Australia: Psychiatric care policy under broad attack

The NSW Government struggled yesterday to defend its policy of putting the mentally ill back into the community after a revolt by police and health industry unions. The NSW Police Association backed its commissioner, Ken Moroney, who said officers should not have to deal with "every madman" being let out. The uproar follows a pitchfork and knife attack, according to Mr Moroney, by a mentally ill man this week on four police officers on the state's central coast, which resulted in serious injuries to three of them. The event has reignited a debate about closing down large mental institutions and releasing patients into the community.

Deputy state Liberal leader Barry O'Farrell said yesterday the Government had implemented only half of the recommendations of the major mental health report by public service strategist David Richmond. The Government had closed down the institutions without providing adequate services to enable discharged patients to cope in society, as Professor Richmond recommended in his 1983 report, Mr O'Farrell said. The secretary of the Comprehensive Area Service Psychiatrists Network, Alan Rosen, said community intervention teams had been "starved of resources". Some had closed down, while others had restricted their hours. Public psychiatry was "chasing its tail" as a result.

The police association's Luke Hannon said the pitchfork case should have been dealt with by trained mental health experts. Health Minister John Hatzistergos claimed yesterday figures ranking NSW fifth in terms of states' per-capita spending on mental health were out of date. State director of forensic mental health John Basson said the Government was trying to catch up with earlier inadequate spending on helping the mentally ill to cope in the community.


Copy, from the entries below, each line in which the string "graph" appears.

»»

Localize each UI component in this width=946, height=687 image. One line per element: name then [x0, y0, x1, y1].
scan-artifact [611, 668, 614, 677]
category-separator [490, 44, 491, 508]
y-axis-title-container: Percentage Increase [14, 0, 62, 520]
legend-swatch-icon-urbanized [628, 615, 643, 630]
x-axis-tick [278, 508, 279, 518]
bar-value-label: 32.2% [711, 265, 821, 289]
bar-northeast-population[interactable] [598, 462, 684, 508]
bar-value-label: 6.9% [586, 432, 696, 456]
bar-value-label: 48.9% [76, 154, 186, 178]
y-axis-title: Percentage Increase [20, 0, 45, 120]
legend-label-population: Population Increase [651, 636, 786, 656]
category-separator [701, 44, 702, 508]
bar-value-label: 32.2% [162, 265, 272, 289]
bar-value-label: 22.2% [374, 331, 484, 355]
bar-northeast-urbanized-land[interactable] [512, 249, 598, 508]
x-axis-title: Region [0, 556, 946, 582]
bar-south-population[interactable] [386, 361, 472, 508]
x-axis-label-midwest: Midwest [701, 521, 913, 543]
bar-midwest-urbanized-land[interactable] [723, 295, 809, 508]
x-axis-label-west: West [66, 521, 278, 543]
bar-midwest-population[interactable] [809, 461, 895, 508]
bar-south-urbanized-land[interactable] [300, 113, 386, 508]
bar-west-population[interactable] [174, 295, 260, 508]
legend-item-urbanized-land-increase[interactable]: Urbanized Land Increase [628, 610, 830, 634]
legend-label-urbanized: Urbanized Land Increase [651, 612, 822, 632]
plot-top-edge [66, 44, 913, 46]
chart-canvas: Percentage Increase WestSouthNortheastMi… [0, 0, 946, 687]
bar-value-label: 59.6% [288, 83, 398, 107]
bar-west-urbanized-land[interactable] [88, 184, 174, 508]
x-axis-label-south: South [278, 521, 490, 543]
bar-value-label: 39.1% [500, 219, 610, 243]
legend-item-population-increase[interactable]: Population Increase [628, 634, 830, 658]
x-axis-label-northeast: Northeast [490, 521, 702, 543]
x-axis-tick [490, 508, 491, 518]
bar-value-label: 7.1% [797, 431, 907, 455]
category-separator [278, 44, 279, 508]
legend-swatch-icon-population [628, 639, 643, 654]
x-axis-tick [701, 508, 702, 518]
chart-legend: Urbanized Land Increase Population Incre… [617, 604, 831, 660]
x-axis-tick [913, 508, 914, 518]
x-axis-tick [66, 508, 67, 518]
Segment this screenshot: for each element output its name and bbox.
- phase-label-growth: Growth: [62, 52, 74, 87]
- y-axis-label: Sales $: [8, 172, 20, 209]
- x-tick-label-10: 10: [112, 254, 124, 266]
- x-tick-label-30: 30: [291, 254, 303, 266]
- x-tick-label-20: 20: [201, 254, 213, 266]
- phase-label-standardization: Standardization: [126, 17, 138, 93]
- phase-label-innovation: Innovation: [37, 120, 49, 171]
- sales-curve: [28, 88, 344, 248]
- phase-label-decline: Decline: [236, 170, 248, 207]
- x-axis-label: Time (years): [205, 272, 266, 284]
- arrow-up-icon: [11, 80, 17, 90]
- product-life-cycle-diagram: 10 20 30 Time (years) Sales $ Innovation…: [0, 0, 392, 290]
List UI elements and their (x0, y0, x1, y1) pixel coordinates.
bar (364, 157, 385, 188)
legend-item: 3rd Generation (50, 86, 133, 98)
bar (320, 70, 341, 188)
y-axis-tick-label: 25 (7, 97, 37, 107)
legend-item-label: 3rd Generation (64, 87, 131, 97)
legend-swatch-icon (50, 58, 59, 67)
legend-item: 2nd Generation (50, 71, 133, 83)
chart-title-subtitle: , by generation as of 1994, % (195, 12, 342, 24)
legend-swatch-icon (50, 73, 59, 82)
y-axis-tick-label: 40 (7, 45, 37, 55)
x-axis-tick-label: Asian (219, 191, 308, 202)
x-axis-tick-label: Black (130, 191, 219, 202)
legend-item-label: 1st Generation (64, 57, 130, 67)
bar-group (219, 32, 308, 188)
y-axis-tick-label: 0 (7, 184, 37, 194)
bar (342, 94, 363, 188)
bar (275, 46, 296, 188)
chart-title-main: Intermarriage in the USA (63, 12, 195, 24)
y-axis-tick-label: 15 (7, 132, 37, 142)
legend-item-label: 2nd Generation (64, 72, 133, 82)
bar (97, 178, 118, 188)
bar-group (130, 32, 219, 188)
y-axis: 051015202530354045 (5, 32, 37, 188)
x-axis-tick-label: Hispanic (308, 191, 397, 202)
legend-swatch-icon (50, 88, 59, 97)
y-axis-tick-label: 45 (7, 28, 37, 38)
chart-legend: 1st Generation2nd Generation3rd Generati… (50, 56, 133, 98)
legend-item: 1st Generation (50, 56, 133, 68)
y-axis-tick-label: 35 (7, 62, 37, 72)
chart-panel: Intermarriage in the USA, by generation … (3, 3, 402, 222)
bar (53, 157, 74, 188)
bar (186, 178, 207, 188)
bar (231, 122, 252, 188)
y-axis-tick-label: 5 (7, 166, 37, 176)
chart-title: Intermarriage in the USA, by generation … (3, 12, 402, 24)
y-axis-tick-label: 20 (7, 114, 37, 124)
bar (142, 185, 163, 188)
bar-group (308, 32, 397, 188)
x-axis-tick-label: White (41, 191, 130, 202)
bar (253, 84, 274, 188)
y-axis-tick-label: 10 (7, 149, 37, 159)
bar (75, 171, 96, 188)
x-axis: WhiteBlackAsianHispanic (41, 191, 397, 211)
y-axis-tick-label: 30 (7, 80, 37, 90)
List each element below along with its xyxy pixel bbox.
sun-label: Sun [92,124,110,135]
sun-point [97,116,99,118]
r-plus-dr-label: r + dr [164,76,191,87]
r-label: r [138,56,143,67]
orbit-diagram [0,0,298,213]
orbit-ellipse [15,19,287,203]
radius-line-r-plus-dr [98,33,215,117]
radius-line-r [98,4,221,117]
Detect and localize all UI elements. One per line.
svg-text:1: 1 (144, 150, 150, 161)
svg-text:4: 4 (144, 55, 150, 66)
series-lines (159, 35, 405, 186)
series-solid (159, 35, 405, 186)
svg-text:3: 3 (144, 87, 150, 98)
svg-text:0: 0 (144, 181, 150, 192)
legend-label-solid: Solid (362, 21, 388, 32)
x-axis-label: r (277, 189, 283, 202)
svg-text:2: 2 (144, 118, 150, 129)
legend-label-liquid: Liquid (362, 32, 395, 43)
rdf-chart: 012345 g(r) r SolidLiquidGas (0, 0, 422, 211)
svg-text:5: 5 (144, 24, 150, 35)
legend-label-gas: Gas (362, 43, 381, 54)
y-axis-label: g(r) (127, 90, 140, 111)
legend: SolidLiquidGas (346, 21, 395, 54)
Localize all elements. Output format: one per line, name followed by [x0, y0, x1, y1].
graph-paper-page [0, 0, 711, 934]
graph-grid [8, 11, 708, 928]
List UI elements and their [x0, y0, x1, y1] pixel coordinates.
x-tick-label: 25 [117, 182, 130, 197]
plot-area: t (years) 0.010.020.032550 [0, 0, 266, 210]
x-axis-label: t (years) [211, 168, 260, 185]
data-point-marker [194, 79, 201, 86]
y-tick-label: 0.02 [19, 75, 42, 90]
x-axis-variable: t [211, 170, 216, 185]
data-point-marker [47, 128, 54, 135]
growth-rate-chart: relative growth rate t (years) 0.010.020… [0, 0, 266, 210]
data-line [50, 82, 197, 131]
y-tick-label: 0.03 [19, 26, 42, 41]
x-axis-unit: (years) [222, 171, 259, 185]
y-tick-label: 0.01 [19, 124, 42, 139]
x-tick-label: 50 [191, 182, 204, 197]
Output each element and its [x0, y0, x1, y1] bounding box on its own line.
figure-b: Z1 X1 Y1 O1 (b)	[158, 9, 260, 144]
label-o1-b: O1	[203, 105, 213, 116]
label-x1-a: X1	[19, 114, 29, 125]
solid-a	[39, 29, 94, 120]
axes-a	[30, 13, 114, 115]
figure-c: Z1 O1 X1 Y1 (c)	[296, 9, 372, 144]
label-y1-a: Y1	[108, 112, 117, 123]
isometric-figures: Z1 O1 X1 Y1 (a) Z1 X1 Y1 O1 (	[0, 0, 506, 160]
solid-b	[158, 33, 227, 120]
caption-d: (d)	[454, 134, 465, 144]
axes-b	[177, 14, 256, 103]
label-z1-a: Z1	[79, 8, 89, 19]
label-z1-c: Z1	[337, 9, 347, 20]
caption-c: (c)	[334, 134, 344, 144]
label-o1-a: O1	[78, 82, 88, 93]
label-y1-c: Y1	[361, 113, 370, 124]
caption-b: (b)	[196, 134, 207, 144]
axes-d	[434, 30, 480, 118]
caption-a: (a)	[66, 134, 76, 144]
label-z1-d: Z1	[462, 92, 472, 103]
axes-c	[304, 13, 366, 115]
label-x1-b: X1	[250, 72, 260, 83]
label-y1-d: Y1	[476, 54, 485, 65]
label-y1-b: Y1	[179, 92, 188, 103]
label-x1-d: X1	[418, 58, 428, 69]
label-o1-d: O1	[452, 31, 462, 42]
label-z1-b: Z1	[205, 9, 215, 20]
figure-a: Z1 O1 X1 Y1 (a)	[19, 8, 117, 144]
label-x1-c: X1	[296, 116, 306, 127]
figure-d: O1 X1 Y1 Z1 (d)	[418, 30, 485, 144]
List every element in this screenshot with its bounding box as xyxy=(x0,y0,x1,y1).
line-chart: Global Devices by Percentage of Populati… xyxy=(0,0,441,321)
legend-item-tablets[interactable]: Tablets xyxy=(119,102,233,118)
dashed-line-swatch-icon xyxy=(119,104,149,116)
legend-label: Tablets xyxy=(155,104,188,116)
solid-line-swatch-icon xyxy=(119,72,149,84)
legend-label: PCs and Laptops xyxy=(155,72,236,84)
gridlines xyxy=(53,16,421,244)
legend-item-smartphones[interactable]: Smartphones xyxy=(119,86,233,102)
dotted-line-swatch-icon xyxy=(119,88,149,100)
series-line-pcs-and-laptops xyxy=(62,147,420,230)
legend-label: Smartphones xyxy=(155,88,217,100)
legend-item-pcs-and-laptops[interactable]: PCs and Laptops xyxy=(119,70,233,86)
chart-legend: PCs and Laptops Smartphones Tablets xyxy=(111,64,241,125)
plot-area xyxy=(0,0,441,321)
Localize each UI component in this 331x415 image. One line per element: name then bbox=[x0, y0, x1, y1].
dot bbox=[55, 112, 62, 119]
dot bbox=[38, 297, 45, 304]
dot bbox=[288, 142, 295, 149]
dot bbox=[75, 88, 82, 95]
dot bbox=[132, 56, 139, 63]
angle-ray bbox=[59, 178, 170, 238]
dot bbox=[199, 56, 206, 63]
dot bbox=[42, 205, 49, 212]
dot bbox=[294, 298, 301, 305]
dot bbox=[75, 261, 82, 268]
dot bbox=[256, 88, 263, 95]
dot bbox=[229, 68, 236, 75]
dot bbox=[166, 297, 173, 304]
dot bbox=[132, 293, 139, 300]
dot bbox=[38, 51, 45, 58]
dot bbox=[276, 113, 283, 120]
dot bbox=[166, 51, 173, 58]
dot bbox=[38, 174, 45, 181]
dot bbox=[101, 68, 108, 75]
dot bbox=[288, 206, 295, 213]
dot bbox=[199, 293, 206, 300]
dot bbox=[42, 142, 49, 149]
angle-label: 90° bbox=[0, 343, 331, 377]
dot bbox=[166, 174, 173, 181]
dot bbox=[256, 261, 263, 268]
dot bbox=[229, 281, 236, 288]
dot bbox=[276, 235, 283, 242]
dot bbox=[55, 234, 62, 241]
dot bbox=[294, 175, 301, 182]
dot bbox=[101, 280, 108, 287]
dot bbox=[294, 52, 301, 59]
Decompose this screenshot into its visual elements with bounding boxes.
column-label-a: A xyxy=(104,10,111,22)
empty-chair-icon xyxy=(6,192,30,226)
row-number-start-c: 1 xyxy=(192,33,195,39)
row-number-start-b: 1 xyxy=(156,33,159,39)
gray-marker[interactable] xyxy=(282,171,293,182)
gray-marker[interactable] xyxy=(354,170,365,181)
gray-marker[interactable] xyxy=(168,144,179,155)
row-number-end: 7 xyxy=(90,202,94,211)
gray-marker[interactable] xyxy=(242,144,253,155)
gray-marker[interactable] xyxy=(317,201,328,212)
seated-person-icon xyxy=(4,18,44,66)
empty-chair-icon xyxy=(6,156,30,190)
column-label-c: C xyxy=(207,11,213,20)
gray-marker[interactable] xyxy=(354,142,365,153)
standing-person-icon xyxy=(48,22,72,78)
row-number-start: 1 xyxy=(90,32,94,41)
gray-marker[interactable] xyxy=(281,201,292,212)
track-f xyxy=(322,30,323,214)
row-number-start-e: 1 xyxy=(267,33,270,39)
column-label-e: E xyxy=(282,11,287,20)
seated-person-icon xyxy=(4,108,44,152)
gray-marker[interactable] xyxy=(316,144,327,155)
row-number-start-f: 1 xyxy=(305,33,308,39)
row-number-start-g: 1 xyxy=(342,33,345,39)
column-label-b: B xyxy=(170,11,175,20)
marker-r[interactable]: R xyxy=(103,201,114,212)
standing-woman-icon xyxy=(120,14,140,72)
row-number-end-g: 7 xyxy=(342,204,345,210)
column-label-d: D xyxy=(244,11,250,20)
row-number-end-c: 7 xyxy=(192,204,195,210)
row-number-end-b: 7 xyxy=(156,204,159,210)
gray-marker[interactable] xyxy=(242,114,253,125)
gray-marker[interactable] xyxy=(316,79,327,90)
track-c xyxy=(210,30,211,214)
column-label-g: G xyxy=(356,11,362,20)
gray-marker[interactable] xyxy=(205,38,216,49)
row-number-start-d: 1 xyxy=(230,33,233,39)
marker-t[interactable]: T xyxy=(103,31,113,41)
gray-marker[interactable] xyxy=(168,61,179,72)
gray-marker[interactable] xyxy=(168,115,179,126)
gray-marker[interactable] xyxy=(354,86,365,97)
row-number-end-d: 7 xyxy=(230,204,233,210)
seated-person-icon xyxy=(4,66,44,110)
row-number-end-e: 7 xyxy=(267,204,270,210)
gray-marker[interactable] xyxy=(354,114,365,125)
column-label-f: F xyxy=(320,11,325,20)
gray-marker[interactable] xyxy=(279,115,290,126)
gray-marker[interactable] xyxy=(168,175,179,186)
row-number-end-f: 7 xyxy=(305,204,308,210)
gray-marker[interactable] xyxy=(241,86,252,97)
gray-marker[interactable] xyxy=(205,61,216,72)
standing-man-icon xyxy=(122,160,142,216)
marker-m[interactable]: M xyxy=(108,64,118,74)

««

- OUTPUT
graph-paper-page [0, 0, 711, 934]
graph-grid [8, 11, 708, 928]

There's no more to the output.